On the South Side, park commissioners added an additional innovation, which provided a focal element to many parks: the fieldhouse, designed as a year-round neighborhood center. Davis Square Park, for example, opened in 1905 near the Union Stock Yard on 10 acres of modestly landscaped land. Its fieldhouse contained gymnasiums for men and women, meeting rooms, a public library, and a cafeteria.

Organized park activity reflected both the turn-of-century concern with competition and strenuous exercise and a reform agenda to shape urban culture. Park personnel arranged gymnastics, athletic leagues, and other types of sports competitively, with strict rules. Recognizing the role ethnic culture played in the lives of working-class immigrants, parks reformers arranged for ethnic art, folk singing, and dancing. They also, however, scheduled plays, dances, and movies of a decidedly American flavor. During World War I, park commissioners turned the parks over to the YMCA for Americanization classes; more than one million Chicagoans attended these sessions.

Baseball in Seward Park, 1909
The original concept of the neighborhood park called for meeting halls in which community issues could be discussed, an unintended harkening back to a free-speech tradition established in Chicago's oldest extant small park. Washington Square Park, established in the 1840s, was the site of an immigrant gathering preliminary to the 1855 Lager Beer Riot. The parks continued to provide focal points for neighborhood organizations and activities. During World War I some accommodated labor union rallies. Although park commissioners subsequently prohibited such meetings, parks in working-class districts remained the hub of community activity. In the 1930s, Davis Square became the first headquarters of the Back of the Yards Neighborhood Council.
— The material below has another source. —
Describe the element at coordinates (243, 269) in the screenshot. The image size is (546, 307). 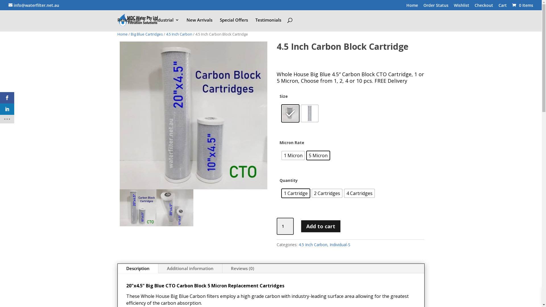
I see `Reviews (0)` at that location.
After World War II the small parks fell into decline. Other types of recreation attracted city residents, parks became less important to reformers, and the Chicago Park District saw itself as a provider of athletic leagues and other kinds of recreational services generally more appropriate to larger facilities. Politics and racism became increasingly visible, as the Park District remained a haven for patronage and parks became valued ethnic turf and therefore sites of racial clashes. Increased gang activity and violence rendered some parks unsafe.

In the late 1980s the Chicago Park District began to revitalize the system, trying to return some of the parks to their original architectural and landscape designs. Neighborhood residents demanded more say in park programs and policies, challenging centralized park authority. The Park District assisted the formation of community advisory councils which were given considerable input into playground rehabilitation. The problem of gangs, however, continued to cripple some parts of the system. While the fieldhouses offered programs, street gangs controlled the streets leading to them.

Historically, small parks provided much-needed public space in Chicago's working-class districts. The showers and swimming pools, tennis and basketball courts, meeting rooms, and assembly halls provided opportunities especially welcome in crowded low-income neighborhoods. Parks provided an important component of community, creating, along with the church, school, and saloon, a social fabric that helped to define the very term “neighborhood.”

Bibliography
Cranz, Galen. The Politics of Park Design: A History of Urban Parks in America. 1984.
Gordon, Constance, and Kathy Hussey-Arnston, eds. A Breath of Fresh Air: Chicago's Neighborhood Parks of the Progressive Reform Era, 1900–1925. 1989.
McArthur, Benjamin. “The Chicago Playground Movement: A Neglected Feature of Social Justice.” Social Service Review 49 (September 1975): 376–395.